There are reasons to think this might be a good pattern. Evidence suggests that most people don’t have careers in their field of college study (or go to college at all). Interests and competencies take time to develop. If we imagine an early marriage having a masculine (myopic) and feminine (hyperopic) then one partner can focus on early career and then slow down into a second career (teaching would be a good example of a career that most anyone can transition into) and the other partner can prioritize children with a career coming later. The problem is… the social and cultural institutions don’t support this. As mentioned, businesses don’t hire 35-year-old mothers and fast-track them.
Additionally, businesses tend to encourage hyper-specialization (in pursuit of efficiency). This limits input from external disciplines or functions. The peril of specialization is the problem of myopia: tunnel vision, and it shows up in how businesses are organized, how they hire, and how they’re managed. Blind spots emerge such that they reward highly competent individual performers by promoting them into jobs that they’re not good at. This is the infamous “Peter Principle,” leaving organizations littered with incompetent performers in managerial positions. One can imagine the opposite extreme and the problems that correspond to it but the optimal balance is rewarding the right amount of myopia versus hyperopia. This, however, proves tricky.

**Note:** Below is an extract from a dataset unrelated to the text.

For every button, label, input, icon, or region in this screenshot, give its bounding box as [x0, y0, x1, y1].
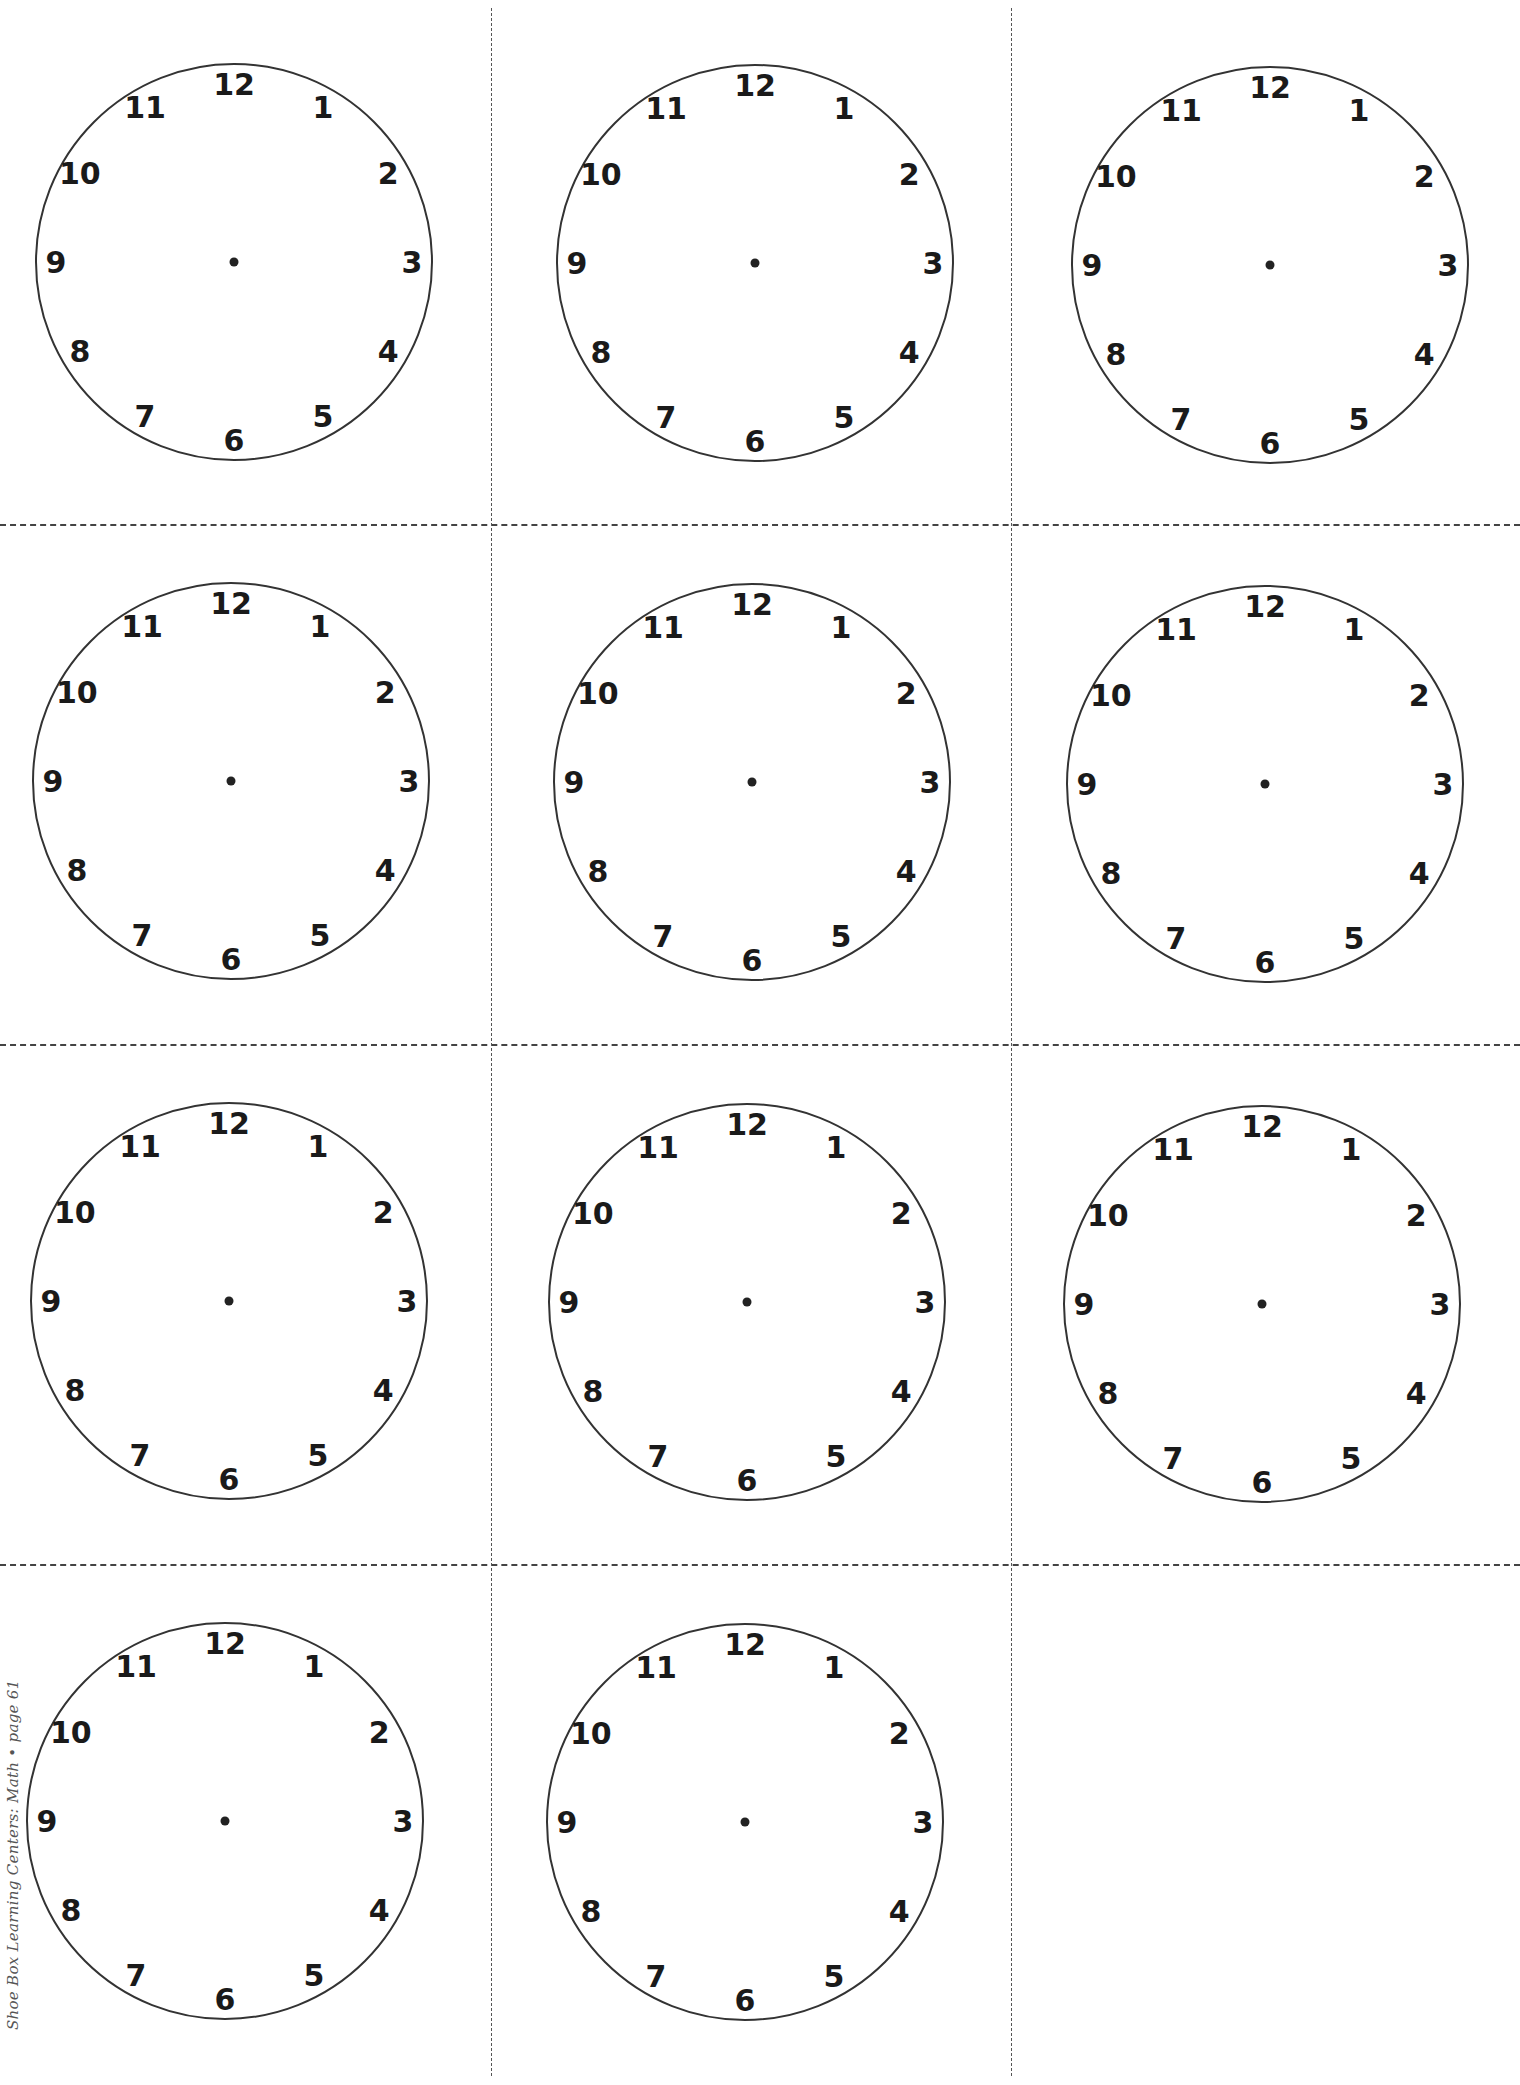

Consider a school exam. By their nature, they’re specialized. They test for a specific range of information from a specific subject. We can roughly measure how much you know about “x.” How do we measure how many subjects you know a little about? What if you know a little about baseball but the tests doesn’t ask about that specific piece of information? Organizations that hire people who are primarily myopic will miss the contributions of the hyperopic but because the latter is harder to identify, this is precisely what happens. Perhaps businesses hiring 35-year-old mothers can more reliably populate their organizations with people who have a breadth of experience.
In conclusion, if we recognize the myopia-hyperopia dichotomy as aspects of masculine and feminine (again, not necessarily male and female) then we can more properly understand the kinds of roles they play in marriage, business, and society more broadly, and thus we can more readily identify the kinds of structures and politics necessary to support those roles.
Another fantastic post. Your writing is excellent: clear, focused, and direct. There's no superfluous language, every sentence contributes something of value to the piece, and the ideas are genuinely interesting. I'd buy a book of yours in an instant (and I hope you write one!).
Thank you for this and the previous article, it was really interesting and helpful! (Also came across here via Aaron Renn).
Was just thinking about the antonym to specialization. Isn't that generalization? Kind of like medical doctors can have a specialty or be a general practitioner.